What belongs in this section

This hub is here to keep pet travel from turning into a stressful guessing game.

Not because the rules are impossible. Because anxious pet owners tend to overpack, overcomplicate, and then still miss the one inspection-day rule that actually mattered. I say that with affection.

Entry route basics

The main bringing-pets page covers the route split, the health-certificate requirements where they apply, and the carrier rules that catch travelers off guard.

Dog and cat forms

The actual dog and cat CZI request forms plus the bilingual help PDF are linked from the detail pages. That is the kind of official resource that makes a pet guide genuinely useful.

PMVF

The frequent-traveler program matters if you cross regularly on qualifying routes. It does not matter just because the name sounds efficient.

OISA and airport inspection

OISA is the inspection point-of-entry reality. If the pet lane is making you nervous, this is the part worth understanding instead of avoiding.

Two truths that calm people down

The pet lane gets easier once you keep these two ideas visible.

Truth one: inspection is still part of the process even on the easy route

U.S. and Canada entries are simpler on paperwork, yes. They are not paperwork-free magic. SENASICA still inspects the animal and the carrier at the point of entry.

Truth two: PMVF is a shortcut, not an exemption

The PMVF program can streamline repeat entries for qualifying travelers, but you still contact OISA, complete the CZI step, and undergo physical inspection on arrival. Streamlined is not the same as skipped.

The small rules that trip people up

  • Beds, toys, newspapers, sawdust, and certain treats do not belong in the carrier at inspection.
  • The health-certificate route is tied to a 15-day timing window, not a vague “recent enough” feeling.
  • If ectoparasites or ticks are found, treatment and follow-up can happen at the owner’s cost before release.
  • Cargo travel can involve a separate customs-release layer beyond the ordinary accompanied-pet experience.

Best paid companion

If pets are part of a bigger move with goods or a vehicle, the Move Logistics Guide is the cleanest place to keep everything together.
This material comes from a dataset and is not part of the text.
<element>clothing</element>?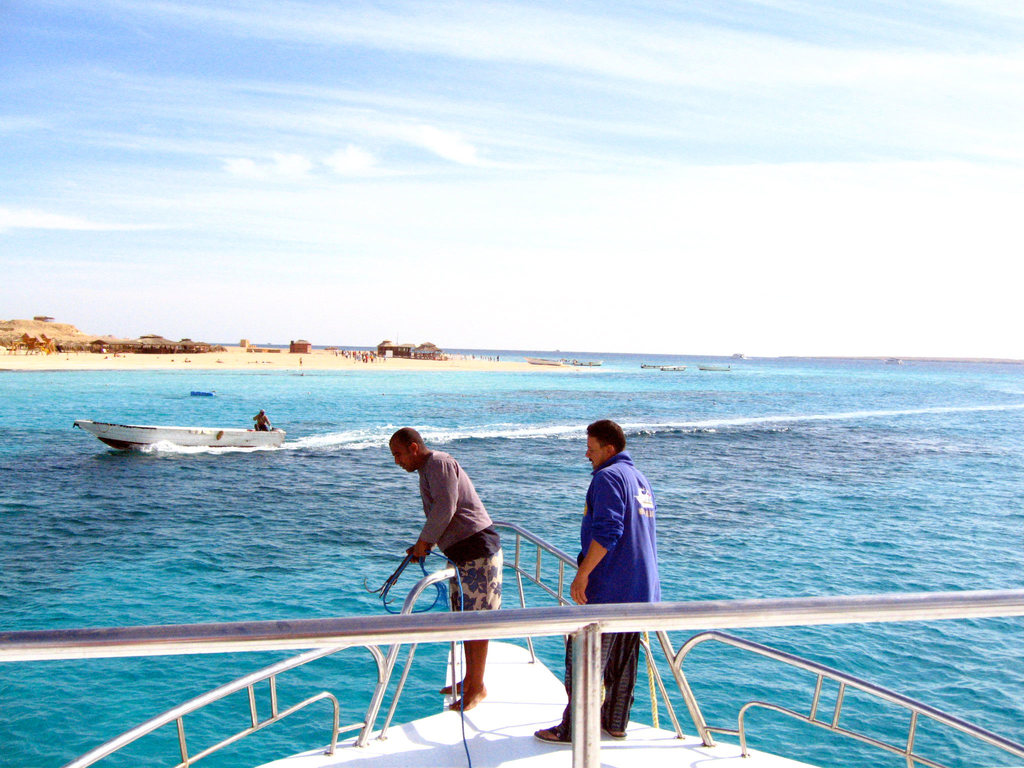
(left=410, top=445, right=506, bottom=618)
The pet lane is much calmer when it sits inside one logistics system instead of floating around as a last-minute special case. That’s exactly what the Move Logistics Guide is for.
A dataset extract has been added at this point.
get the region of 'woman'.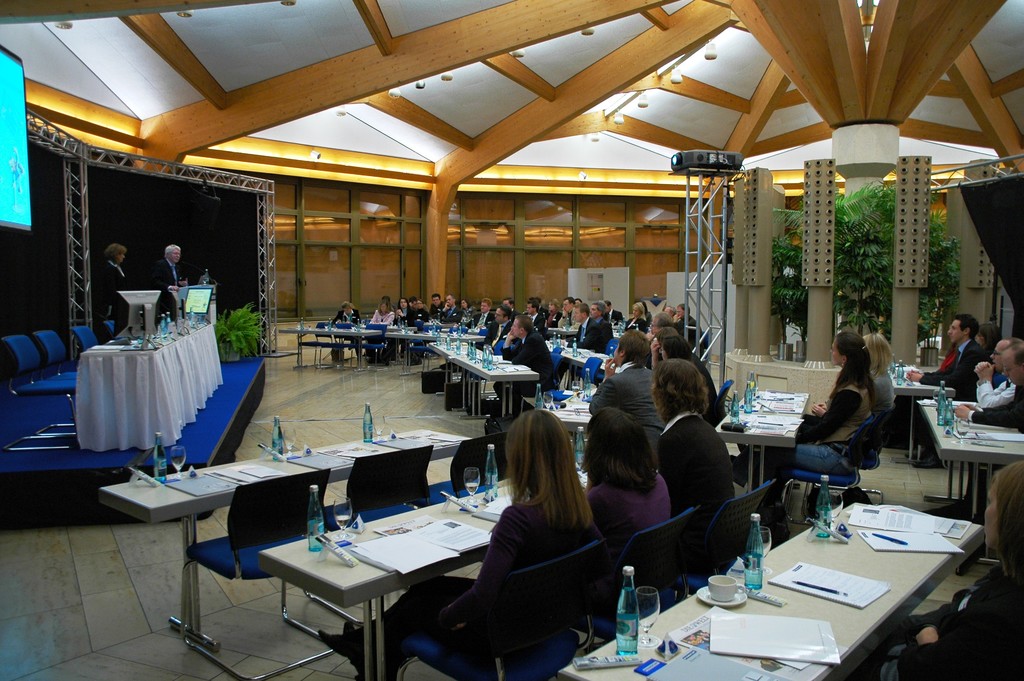
BBox(651, 359, 761, 499).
Sources and research basis

What this pets hub is built on

This section is grounded in the official SENASICA sources behind route splits, PMVF, CZI forms, and arrival-day inspection.

Product 3 Build Pack
Used for the route split by country of origin, inspection-day rules, PMVF framing, and the main pet-entry failure modes.
Product 3 Research Addendum + Product 3 HTML build
Used for the stronger form-and-appendix layer, OISA and airport-inspection context, PMVF workflow detail, and the more operational pet-entry presentation.
SENASICA pet-entry, PMVF, OISA, and forms stack (S35–S36, S73–S81)
Used for the route split, CZI form hub, dog/cat forms, PMVF workflow, airport inspection role, OISA contact context, and the current pet-resource hub.
Official forms, tools, and locators file
Used for the appendix-quality official links that support forms, OISA directories, and PMVF contact preservation.